Not much. It barely gets warm.
Do you know what happens when you microwave a peeled, nearly hard boiled egg at full power for ten seconds?
It gets a little warmer.
Do you know what happens when you microwave a peeled, nearly hard boiled egg at full power for 15 seconds?
It gets warmer yet.
Do you know what happens when you microwave a peeled, nearly hard boiled egg at full power for 22 seconds?
It gets hot.
Do you know what happens when you microwave a peeled, nearly hard boiled egg at full power for 28 seconds?
It explodes.
Do you know how long it takes to clean a microwave in which you have exploded a peeled, nearly hard boiled egg?
Fifteen minutes.
You might ask, why would you microwave a peeled, nearly hard boiled egg? Because it was nearly hard boiled. There was kind of a divot in it after I peeled it, and I could see a bit of the yolk, and it didn’t look quite cooked.
I looked at the nearly hardboiled egg, and I thought, aha! I can fix this! I’ll just microwave it! Not too long, though, or it might explode.
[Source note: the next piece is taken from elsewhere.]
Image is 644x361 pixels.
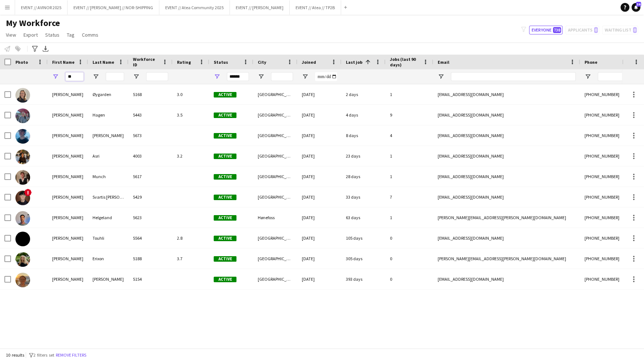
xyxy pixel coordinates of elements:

So I started microwaving the nearly hard boiled egg, a couple seconds at a time. Due to phase change, the temperature curve may not have been a linear response to linear input, though.
I felt like Scotty when I did it.
Captain Kirk: More power, Scotty!
Me: She’ll nae take it, Captain! She’s going to blow!
It did.
Or it was like Chris Knight in Real Genius. All I had to do is synthesize the excited bromide in its frozen state in an argon matrix, and then apply a field to radiatively couple it to the ground state to yield a gigajoule of energy output per liter!
Or, in this case, a completely cooked egg yolk.
No, seriously! There was phase change when the yolk went from semi-liquid to solid. It must have been. The egg didn’t explode because I was stupid and this was the predictable result of microwaving the egg!
Right?
In my defense, it does appear that the egg yolk was, in fact, completely cooked at the time it exploded.
AARP Guns
I am working on the script for AARP GUNS, the 25 years later sequel to YOUNG GUNS, which was released August 12, 1988.
There’s always room for a new Sherlock Holmes story
Movies these days have commercial tie-ins, so I am working on the script for THE HOUND OF THE BASKIN-ROBBINS, a new Sherlock Holmes story.
The Fast and the Frumious
I am working on the action adventure script adaptation of Jabberwocky, under the title The Fast and the Frumious.
I am picturing Benedict Cumberbatch cast as the frumious bandersnatch.
Don’t turn yourself into a goofy animal
Say a Holy Yes
A writer must say yes to life, to all of life: the water glasses, the Kemp’s half-and-half, the ketchup on the counter. It is not a writer’s task to say, ‘It is dumb to live in a small town or to eat in a café when you can eat macrobiotic at home.’ Our task is to say a holy yes to the real things of our life as they exist – the real truth of who we are.
~ Natalie Goldberg
He wishes for a better ear for prose – but fails to specify the shape.
I am now working on a writer’s version of Pinocchio, where a writer with wooden prose hopes to become a real writer someday.
Celebrations of spring
I celebrate the first crocus, the first robin of spring. Someone else can celebrate the first blackfly.
Life lessons
Never try to drink a Muse under the table.